Koeze’s Peanut Butter Revolution

12.01.08
The trials of taking an industrial-scale food business back to its artisanal roots.
Koeze peanut butter

Most food manufacturers start small, and if they expand into industrial-scale production they don’t turn back. Then there’s the Koeze Company. The family-owned, 83-year-old peanut butter producer went from small to big and then back again—deliberately taking a huge drop in sales in order to focus on quality and tackle the high-end market. Its story is a window into the trials that face a small manufacturer trying to turn back the clock on the food industry.

When Sibbele Koeze founded the Koeze Company in 1910, six years after peanut butter was introduced at the Universal Exposition in St. Louis, the company sold only manufactured goods like salad dressing and vinegar. Koeze began making peanut butter in 1925, at a time when, according to current company president Jeff Koeze, “there were literally hundreds upon hundreds of small manufacturers” around the country who sourced their peanuts from throughout the South. This abundance of local PB producers didn’t last: Thanks to the effects of agricultural and production industrialization, and the Depression—during which peanut butter was marketed as an inexpensive source of protein—peanut butter became just another mass-produced food.

“That was a train we rode for quite awhile,” Koeze admits, referring to the more than two decades that his company churned out peanut butter on an industrial scale. But in 2000, he felt the time was right to re-introduce the product “with the right packaging to the right kind of consumers.” His father, he adds, had long been frustrated with the unwillingness of industrial peanut butter buyers to consider anything but cost, causing quality to pay the real price.

Leaving that market was, Koeze says, “a huge risk”—two thirds of the company’s total sales came from peanut butter. But his strategy, “to get a higher-quality handmade product into the hands of people who appreciate it,” worked. While sales did fall by two thirds, the company kept its profits constant by working to increase from its chocolate and nut mail-order catalogue.

But making a product the old-fashioned way comes with its own modern problems. First, there’s the issue of finding the 1940s-era machinery that Koeze uses to roast, grind, and blanch its 300-pound batches of peanuts. “It’s virtually impossible to find new equipment in the right size,” says Koeze. “As food products became industrialized, the equipment went from being able to make small batches to making huge quantities.” He likens the search for vintage machinery—at auctions, over the Internet, through a scattering of dealers—to the hunt for classic car parts. The company spent two years seeking out and restoring the equipment to make its new, crunchy peanut butter, which is scheduled to debut in January. (The crunchy variety is made by dicing the nuts in one machine, and then blending the diced nuts in a controlled way into the peanut butter with a second special machine.)

Then there’s the problem of finding good peanuts. “There’s no consistent quality from a single farm unless you’re the luckiest farmer in the world,” Koeze says. He adds that for Koeze’s new organic variety, Virginia peanuts weren’t even an option, since the company couldn’t find an organic grower.

Making artisanal food in a non-artisanal world is anything but a quaint endeavor—and that’s one reason, Koeze says, why so many specialty food makers “go astray,” leveraging specialty-store recognition into high-volume sales at large grocery chains.

He adds that around 2 percent of his company’s $10 million total annual sales comes from peanut butter. “I’m guessing this year we’ll make 100,000 jars,” Koeze says. “When people from Smuckers”—which churns out 250,000 jars of Jif every day—“read that, they’ll laugh.” But, he admits, back in the old days, when 100,000 jars of peanut butter were merely a couple days’ work for the Koeze Company, “we would have laughed, too.”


- _Assignment_: For every record that follows, write out the text exactly and omit the picture, if one is present.

- _Listed entries_:
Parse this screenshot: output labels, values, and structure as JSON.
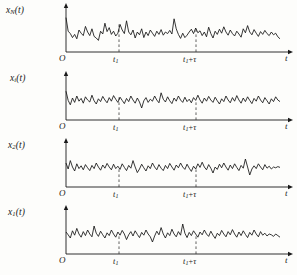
{
  "figure": {
    "name": "random-process-ensemble",
    "background_color": "#fdfdfb",
    "ink_color": "#141414",
    "dash_color": "#3a3a3a",
    "width": 297,
    "height": 275,
    "panel_count": 4
  },
  "axis": {
    "origin_label": "O",
    "time_axis_label": "t",
    "tick_t1": "t",
    "tick_t1_sub": "1",
    "tick_t1_tau_lead": "t",
    "tick_t1_tau_sub": "1",
    "tick_t1_tau_plus": "+",
    "tick_t1_tau_sym": "τ",
    "tick_positions_px": [
      119,
      196
    ],
    "axis_start_px": 66,
    "axis_end_px": 288
  },
  "panels": [
    {
      "id": "panel-xN",
      "y_label_var": "x",
      "y_label_sub": "N",
      "y_label_arg": "(t)",
      "top_px": 2
    },
    {
      "id": "panel-xi",
      "y_label_var": "x",
      "y_label_sub": "i",
      "y_label_arg": "(t)",
      "top_px": 70
    },
    {
      "id": "panel-x2",
      "y_label_var": "x",
      "y_label_sub": "2",
      "y_label_arg": "(t)",
      "top_px": 137
    },
    {
      "id": "panel-x1",
      "y_label_var": "x",
      "y_label_sub": "1",
      "y_label_arg": "(t)",
      "top_px": 204
    }
  ],
  "chart_data": {
    "type": "line",
    "title": "",
    "xlabel": "t",
    "ylabel": "",
    "grid": false,
    "legend": "none",
    "x_annotations": [
      "t1",
      "t1+τ"
    ],
    "xlim": [
      0,
      100
    ],
    "ylim": [
      0,
      1
    ],
    "series": [
      {
        "name": "xN(t)",
        "values": [
          0.86,
          0.52,
          0.46,
          0.36,
          0.44,
          0.33,
          0.55,
          0.47,
          0.41,
          0.64,
          0.5,
          0.41,
          0.58,
          0.39,
          0.35,
          0.29,
          0.52,
          0.45,
          0.72,
          0.51,
          0.61,
          0.44,
          0.52,
          0.4,
          0.47,
          0.69,
          0.55,
          0.46,
          0.78,
          0.5,
          0.43,
          0.55,
          0.35,
          0.5,
          0.43,
          0.58,
          0.36,
          0.5,
          0.41,
          0.55,
          0.47,
          0.39,
          0.52,
          0.44,
          0.56,
          0.42,
          0.5,
          0.46,
          0.54,
          0.45,
          0.83,
          0.58,
          0.44,
          0.34,
          0.47,
          0.36,
          0.42,
          0.5,
          0.57,
          0.46,
          0.6,
          0.48,
          0.53,
          0.41,
          0.5,
          0.38,
          0.62,
          0.46,
          0.35,
          0.52,
          0.44,
          0.57,
          0.47,
          0.63,
          0.5,
          0.42,
          0.55,
          0.46,
          0.4,
          0.52,
          0.45,
          0.37,
          0.58,
          0.48,
          0.66,
          0.5,
          0.43,
          0.56,
          0.47,
          0.39,
          0.51,
          0.44,
          0.54,
          0.46,
          0.41,
          0.5,
          0.43,
          0.47,
          0.38,
          0.33
        ]
      },
      {
        "name": "xi(t)",
        "values": [
          0.72,
          0.49,
          0.38,
          0.55,
          0.44,
          0.6,
          0.47,
          0.54,
          0.42,
          0.58,
          0.5,
          0.45,
          0.62,
          0.48,
          0.4,
          0.53,
          0.46,
          0.59,
          0.5,
          0.43,
          0.56,
          0.47,
          0.61,
          0.52,
          0.44,
          0.57,
          0.49,
          0.41,
          0.54,
          0.46,
          0.6,
          0.5,
          0.42,
          0.55,
          0.45,
          0.3,
          0.48,
          0.56,
          0.44,
          0.52,
          0.47,
          0.6,
          0.5,
          0.43,
          0.68,
          0.52,
          0.45,
          0.58,
          0.48,
          0.41,
          0.55,
          0.47,
          0.6,
          0.5,
          0.44,
          0.57,
          0.46,
          0.52,
          0.43,
          0.56,
          0.49,
          0.62,
          0.5,
          0.42,
          0.55,
          0.47,
          0.59,
          0.5,
          0.44,
          0.57,
          0.48,
          0.4,
          0.53,
          0.46,
          0.6,
          0.5,
          0.43,
          0.56,
          0.47,
          0.61,
          0.5,
          0.42,
          0.55,
          0.46,
          0.58,
          0.49,
          0.41,
          0.54,
          0.47,
          0.6,
          0.5,
          0.43,
          0.56,
          0.48,
          0.4,
          0.53,
          0.46,
          0.58,
          0.5,
          0.46
        ]
      },
      {
        "name": "x2(t)",
        "values": [
          0.6,
          0.45,
          0.66,
          0.5,
          0.4,
          0.58,
          0.46,
          0.53,
          0.43,
          0.56,
          0.48,
          0.41,
          0.54,
          0.46,
          0.6,
          0.5,
          0.42,
          0.55,
          0.47,
          0.59,
          0.5,
          0.43,
          0.57,
          0.46,
          0.52,
          0.44,
          0.58,
          0.49,
          0.41,
          0.54,
          0.47,
          0.66,
          0.5,
          0.36,
          0.45,
          0.57,
          0.48,
          0.4,
          0.53,
          0.46,
          0.6,
          0.5,
          0.43,
          0.56,
          0.47,
          0.41,
          0.54,
          0.46,
          0.59,
          0.5,
          0.42,
          0.55,
          0.48,
          0.6,
          0.5,
          0.44,
          0.57,
          0.47,
          0.39,
          0.52,
          0.45,
          0.58,
          0.49,
          0.62,
          0.5,
          0.43,
          0.56,
          0.47,
          0.35,
          0.5,
          0.44,
          0.57,
          0.48,
          0.6,
          0.5,
          0.42,
          0.55,
          0.46,
          0.58,
          0.49,
          0.41,
          0.54,
          0.47,
          0.7,
          0.5,
          0.3,
          0.45,
          0.53,
          0.46,
          0.58,
          0.5,
          0.43,
          0.56,
          0.47,
          0.52,
          0.45,
          0.5,
          0.48,
          0.51,
          0.49
        ]
      },
      {
        "name": "x1(t)",
        "values": [
          0.55,
          0.48,
          0.4,
          0.58,
          0.47,
          0.64,
          0.5,
          0.42,
          0.56,
          0.46,
          0.6,
          0.5,
          0.43,
          0.7,
          0.52,
          0.44,
          0.57,
          0.48,
          0.4,
          0.53,
          0.46,
          0.6,
          0.5,
          0.42,
          0.55,
          0.47,
          0.59,
          0.5,
          0.36,
          0.48,
          0.56,
          0.45,
          0.58,
          0.49,
          0.41,
          0.54,
          0.47,
          0.6,
          0.5,
          0.43,
          0.3,
          0.45,
          0.57,
          0.48,
          0.66,
          0.5,
          0.4,
          0.53,
          0.46,
          0.62,
          0.5,
          0.43,
          0.56,
          0.47,
          0.75,
          0.52,
          0.41,
          0.54,
          0.46,
          0.58,
          0.5,
          0.42,
          0.55,
          0.48,
          0.6,
          0.5,
          0.44,
          0.57,
          0.47,
          0.39,
          0.52,
          0.46,
          0.59,
          0.5,
          0.43,
          0.56,
          0.48,
          0.61,
          0.5,
          0.42,
          0.55,
          0.46,
          0.58,
          0.49,
          0.41,
          0.54,
          0.47,
          0.6,
          0.5,
          0.43,
          0.56,
          0.47,
          0.52,
          0.45,
          0.5,
          0.48,
          0.44,
          0.5,
          0.46,
          0.42
        ]
      }
    ]
  }
}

- _Reply_:
Parse this screenshot: output labels, values, and structure as JSON.
{
  "figure": {
    "name": "random-process-ensemble",
    "background_color": "#fdfdfb",
    "ink_color": "#141414",
    "dash_color": "#3a3a3a",
    "width": 297,
    "height": 275,
    "panel_count": 4
  },
  "axis": {
    "origin_label": "O",
    "time_axis_label": "t",
    "tick_t1": "t",
    "tick_t1_sub": "1",
    "tick_t1_tau_lead": "t",
    "tick_t1_tau_sub": "1",
    "tick_t1_tau_plus": "+",
    "tick_t1_tau_sym": "τ",
    "tick_positions_px": [
      119,
      196
    ],
    "axis_start_px": 66,
    "axis_end_px": 288
  },
  "panels": [
    {
      "id": "panel-xN",
      "y_label_var": "x",
      "y_label_sub": "N",
      "y_label_arg": "(t)",
      "top_px": 2
    },
    {
      "id": "panel-xi",
      "y_label_var": "x",
      "y_label_sub": "i",
      "y_label_arg": "(t)",
      "top_px": 70
    },
    {
      "id": "panel-x2",
      "y_label_var": "x",
      "y_label_sub": "2",
      "y_label_arg": "(t)",
      "top_px": 137
    },
    {
      "id": "panel-x1",
      "y_label_var": "x",
      "y_label_sub": "1",
      "y_label_arg": "(t)",
      "top_px": 204
    }
  ],
  "chart_data": {
    "type": "line",
    "title": "",
    "xlabel": "t",
    "ylabel": "",
    "grid": false,
    "legend": "none",
    "x_annotations": [
      "t1",
      "t1+τ"
    ],
    "xlim": [
      0,
      100
    ],
    "ylim": [
      0,
      1
    ],
    "series": [
      {
        "name": "xN(t)",
        "values": [
          0.86,
          0.52,
          0.46,
          0.36,
          0.44,
          0.33,
          0.55,
          0.47,
          0.41,
          0.64,
          0.5,
          0.41,
          0.58,
          0.39,
          0.35,
          0.29,
          0.52,
          0.45,
          0.72,
          0.51,
          0.61,
          0.44,
          0.52,
          0.4,
          0.47,
          0.69,
          0.55,
          0.46,
          0.78,
          0.5,
          0.43,
          0.55,
          0.35,
          0.5,
          0.43,
          0.58,
          0.36,
          0.5,
          0.41,
          0.55,
          0.47,
          0.39,
          0.52,
          0.44,
          0.56,
          0.42,
          0.5,
          0.46,
          0.54,
          0.45,
          0.83,
          0.58,
          0.44,
          0.34,
          0.47,
          0.36,
          0.42,
          0.5,
          0.57,
          0.46,
          0.6,
          0.48,
          0.53,
          0.41,
          0.5,
          0.38,
          0.62,
          0.46,
          0.35,
          0.52,
          0.44,
          0.57,
          0.47,
          0.63,
          0.5,
          0.42,
          0.55,
          0.46,
          0.4,
          0.52,
          0.45,
          0.37,
          0.58,
          0.48,
          0.66,
          0.5,
          0.43,
          0.56,
          0.47,
          0.39,
          0.51,
          0.44,
          0.54,
          0.46,
          0.41,
          0.5,
          0.43,
          0.47,
          0.38,
          0.33
        ]
      },
      {
        "name": "xi(t)",
        "values": [
          0.72,
          0.49,
          0.38,
          0.55,
          0.44,
          0.6,
          0.47,
          0.54,
          0.42,
          0.58,
          0.5,
          0.45,
          0.62,
          0.48,
          0.4,
          0.53,
          0.46,
          0.59,
          0.5,
          0.43,
          0.56,
          0.47,
          0.61,
          0.52,
          0.44,
          0.57,
          0.49,
          0.41,
          0.54,
          0.46,
          0.6,
          0.5,
          0.42,
          0.55,
          0.45,
          0.3,
          0.48,
          0.56,
          0.44,
          0.52,
          0.47,
          0.6,
          0.5,
          0.43,
          0.68,
          0.52,
          0.45,
          0.58,
          0.48,
          0.41,
          0.55,
          0.47,
          0.6,
          0.5,
          0.44,
          0.57,
          0.46,
          0.52,
          0.43,
          0.56,
          0.49,
          0.62,
          0.5,
          0.42,
          0.55,
          0.47,
          0.59,
          0.5,
          0.44,
          0.57,
          0.48,
          0.4,
          0.53,
          0.46,
          0.6,
          0.5,
          0.43,
          0.56,
          0.47,
          0.61,
          0.5,
          0.42,
          0.55,
          0.46,
          0.58,
          0.49,
          0.41,
          0.54,
          0.47,
          0.6,
          0.5,
          0.43,
          0.56,
          0.48,
          0.4,
          0.53,
          0.46,
          0.58,
          0.5,
          0.46
        ]
      },
      {
        "name": "x2(t)",
        "values": [
          0.6,
          0.45,
          0.66,
          0.5,
          0.4,
          0.58,
          0.46,
          0.53,
          0.43,
          0.56,
          0.48,
          0.41,
          0.54,
          0.46,
          0.6,
          0.5,
          0.42,
          0.55,
          0.47,
          0.59,
          0.5,
          0.43,
          0.57,
          0.46,
          0.52,
          0.44,
          0.58,
          0.49,
          0.41,
          0.54,
          0.47,
          0.66,
          0.5,
          0.36,
          0.45,
          0.57,
          0.48,
          0.4,
          0.53,
          0.46,
          0.6,
          0.5,
          0.43,
          0.56,
          0.47,
          0.41,
          0.54,
          0.46,
          0.59,
          0.5,
          0.42,
          0.55,
          0.48,
          0.6,
          0.5,
          0.44,
          0.57,
          0.47,
          0.39,
          0.52,
          0.45,
          0.58,
          0.49,
          0.62,
          0.5,
          0.43,
          0.56,
          0.47,
          0.35,
          0.5,
          0.44,
          0.57,
          0.48,
          0.6,
          0.5,
          0.42,
          0.55,
          0.46,
          0.58,
          0.49,
          0.41,
          0.54,
          0.47,
          0.7,
          0.5,
          0.3,
          0.45,
          0.53,
          0.46,
          0.58,
          0.5,
          0.43,
          0.56,
          0.47,
          0.52,
          0.45,
          0.5,
          0.48,
          0.51,
          0.49
        ]
      },
      {
        "name": "x1(t)",
        "values": [
          0.55,
          0.48,
          0.4,
          0.58,
          0.47,
          0.64,
          0.5,
          0.42,
          0.56,
          0.46,
          0.6,
          0.5,
          0.43,
          0.7,
          0.52,
          0.44,
          0.57,
          0.48,
          0.4,
          0.53,
          0.46,
          0.6,
          0.5,
          0.42,
          0.55,
          0.47,
          0.59,
          0.5,
          0.36,
          0.48,
          0.56,
          0.45,
          0.58,
          0.49,
          0.41,
          0.54,
          0.47,
          0.6,
          0.5,
          0.43,
          0.3,
          0.45,
          0.57,
          0.48,
          0.66,
          0.5,
          0.4,
          0.53,
          0.46,
          0.62,
          0.5,
          0.43,
          0.56,
          0.47,
          0.75,
          0.52,
          0.41,
          0.54,
          0.46,
          0.58,
          0.5,
          0.42,
          0.55,
          0.48,
          0.6,
          0.5,
          0.44,
          0.57,
          0.47,
          0.39,
          0.52,
          0.46,
          0.59,
          0.5,
          0.43,
          0.56,
          0.48,
          0.61,
          0.5,
          0.42,
          0.55,
          0.46,
          0.58,
          0.49,
          0.41,
          0.54,
          0.47,
          0.6,
          0.5,
          0.43,
          0.56,
          0.47,
          0.52,
          0.45,
          0.5,
          0.48,
          0.44,
          0.5,
          0.46,
          0.42
        ]
      }
    ]
  }
}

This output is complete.